Now, especially, the point seems so obvious that it's hardly worth stating. Still, in an era of political doublespeak and misread texts secular and di...
Now, especially, the point seems so obvious that it's hardly worth stating. Still, in an era of political doublespeak and misread texts secular and di...
During the revolution in Egypt, Coptic Christians in Tahrir Square held hands around Muslims conducting Friday prayers to protect them from surprise attack. Why aren't we doing the same here in the United States?
Will the women who risked all to bring down a government find that all they got for their bravery and sacrifice was a shuffling of oppressors?
The peaceful protesters in Egypt's Tahrir Square succeeded where years of jihadi bloodshed have not produced a single political change. This is a profound anti-jihadi lesson -- it would seem God is really on the side of the people.
A small group of us LGBT activists went to Madison today to join the tens of thousands of people from there and around the region standing up for unio...
For two long centuries, the Arab Middle East has struggled to meet the challenge of modernity, a task exacerbated by the lingering, and increasing, dissonance between the glorious past and the shameful present.
The Egyptian Revolution is not over, but the period of feel-good flag-waving may be. What I witnessed today was the first time the military has turned decisively against protesters, who are themselves now becoming divided.
With the exception of weekly demonstrations in Tahrir Square to commemorate the martyrs of the revolution, a relative calm has settled over Cairo. The only discernible change is that overnight everyone has become a political pundit.
Extraordinary winds of change are blowing through the Arab world. It is huge news, so let's treat it with the professionalism and independence a truly monumental event deserves.
This is a question that draws its energy from a deep concern. To ask: "Do we have a common God?" is to worry: "Can we live together without bloodshed?"
Faced with the terrifying prospect of another Tahrir Square, the Iranian regime is choosing from a list of bad options. The next few weeks will be extremely important.
Suddenly, it is the young activists of Tahrir who are the example for the world, while the great powers seem mired in old thinking and outdated systems.
Though women played a critical role during last month's protests, their future as stakeholders in Egypt's political process is being marginalized.
To sum up, the long pent-up grievances of the Arab/Muslim world are exploding not just in the faces of local dictators such as Mubarak of Egypt but, perhaps more importantly, against their neocolonial/imperial patrons abroad.
Tahrir represents an accelerated process of political maturation that has had the effect, among other things, of cooling and beginning to contain Egyptian anti-Semitism in both its official and popular forms.
As an American it's not my place to say what's best for Iraqis. Never was. But if money talks, a fortune of dinars and dollars tell us that Iraqi democracy is rife with thievery and corruption.
The influence of the new digital commons in democratic uprisings has been chronicled at length. But the importance of a much older form of commons has earned scant attention: the public spaces.
It was long overdue. The government body known derisively as Egypt's Ministry of Disinformation has ceased to exist. The country's new interim cabin...
Social media as a formal means of communication works in isolation and can only congeal with forward momentum when there's a place to go.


PROBLEM: With the images removed, reproduce each entry below word for word.

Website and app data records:

[Start of section]

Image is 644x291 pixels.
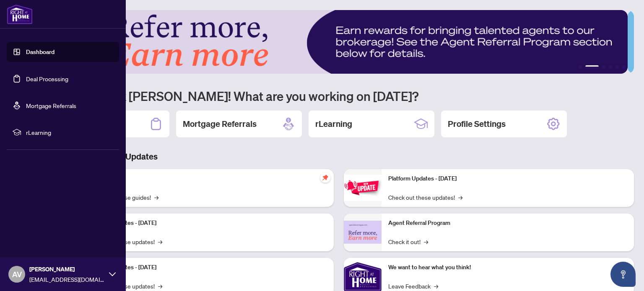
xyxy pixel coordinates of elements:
[609,65,612,69] button: 4
[26,75,68,83] a: Deal Processing
[320,172,331,182] span: pushpin
[388,174,628,184] p: Platform Updates - [DATE]
[26,128,113,137] span: rLearning
[7,4,33,25] img: logo
[388,219,628,228] p: Agent Referral Program
[315,118,353,130] h2: rLearning
[616,65,619,69] button: 5
[44,10,628,74] img: Slide 1
[424,237,428,246] span: →
[388,237,428,246] a: Check it out!→
[579,65,582,69] button: 1
[44,151,634,163] h3: Brokerage & Industry Updates
[603,65,606,69] button: 3
[388,263,628,272] p: We want to hear what you think!
[434,281,438,291] span: →
[448,118,506,130] h2: Profile Settings
[158,281,162,291] span: →
[344,221,382,244] img: Agent Referral Program
[183,118,257,130] h2: Mortgage Referrals
[388,281,438,291] a: Leave Feedback→
[29,275,105,284] span: [EMAIL_ADDRESS][DOMAIN_NAME]
[88,263,327,272] p: Platform Updates - [DATE]
[344,175,382,201] img: Platform Updates - June 23, 2025
[26,48,55,55] a: Dashboard
[586,65,599,69] button: 2
[158,237,162,246] span: →
[88,174,327,184] p: Self-Help
[611,262,636,287] button: Open asap
[44,88,634,104] h1: Welcome back [PERSON_NAME]! What are you working on [DATE]?
[459,193,463,202] span: →
[88,219,327,228] p: Platform Updates - [DATE]
[12,269,22,280] span: AV
[388,193,463,202] a: Check out these updates!→
[29,265,105,274] span: [PERSON_NAME]
[155,193,159,202] span: →
[622,65,626,69] button: 6
[26,102,77,109] a: Mortgage Referrals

[End of section]

OUTPUT OF THE EXERCISE:
Image is 644x291 pixels.
xyxy pixel coordinates of elements:
[609,65,612,69] button: 4
[26,75,68,83] a: Deal Processing
[320,172,331,182] span: pushpin
[388,174,628,184] p: Platform Updates - [DATE]
[26,128,113,137] span: rLearning
[7,4,33,25] img: logo
[388,219,628,228] p: Agent Referral Program
[315,118,353,130] h2: rLearning
[616,65,619,69] button: 5
[44,10,628,74] img: Slide 1
[424,237,428,246] span: →
[388,237,428,246] a: Check it out!→
[579,65,582,69] button: 1
[44,151,634,163] h3: Brokerage & Industry Updates
[603,65,606,69] button: 3
[388,263,628,272] p: We want to hear what you think!
[434,281,438,291] span: →
[448,118,506,130] h2: Profile Settings
[158,281,162,291] span: →
[344,221,382,244] img: Agent Referral Program
[183,118,257,130] h2: Mortgage Referrals
[388,281,438,291] a: Leave Feedback→
[29,275,105,284] span: [EMAIL_ADDRESS][DOMAIN_NAME]
[88,263,327,272] p: Platform Updates - [DATE]
[344,175,382,201] img: Platform Updates - June 23, 2025
[26,48,55,55] a: Dashboard
[586,65,599,69] button: 2
[158,237,162,246] span: →
[88,174,327,184] p: Self-Help
[611,262,636,287] button: Open asap
[44,88,634,104] h1: Welcome back [PERSON_NAME]! What are you working on [DATE]?
[459,193,463,202] span: →
[88,219,327,228] p: Platform Updates - [DATE]
[12,269,22,280] span: AV
[388,193,463,202] a: Check out these updates!→
[29,265,105,274] span: [PERSON_NAME]
[155,193,159,202] span: →
[622,65,626,69] button: 6
[26,102,77,109] a: Mortgage Referrals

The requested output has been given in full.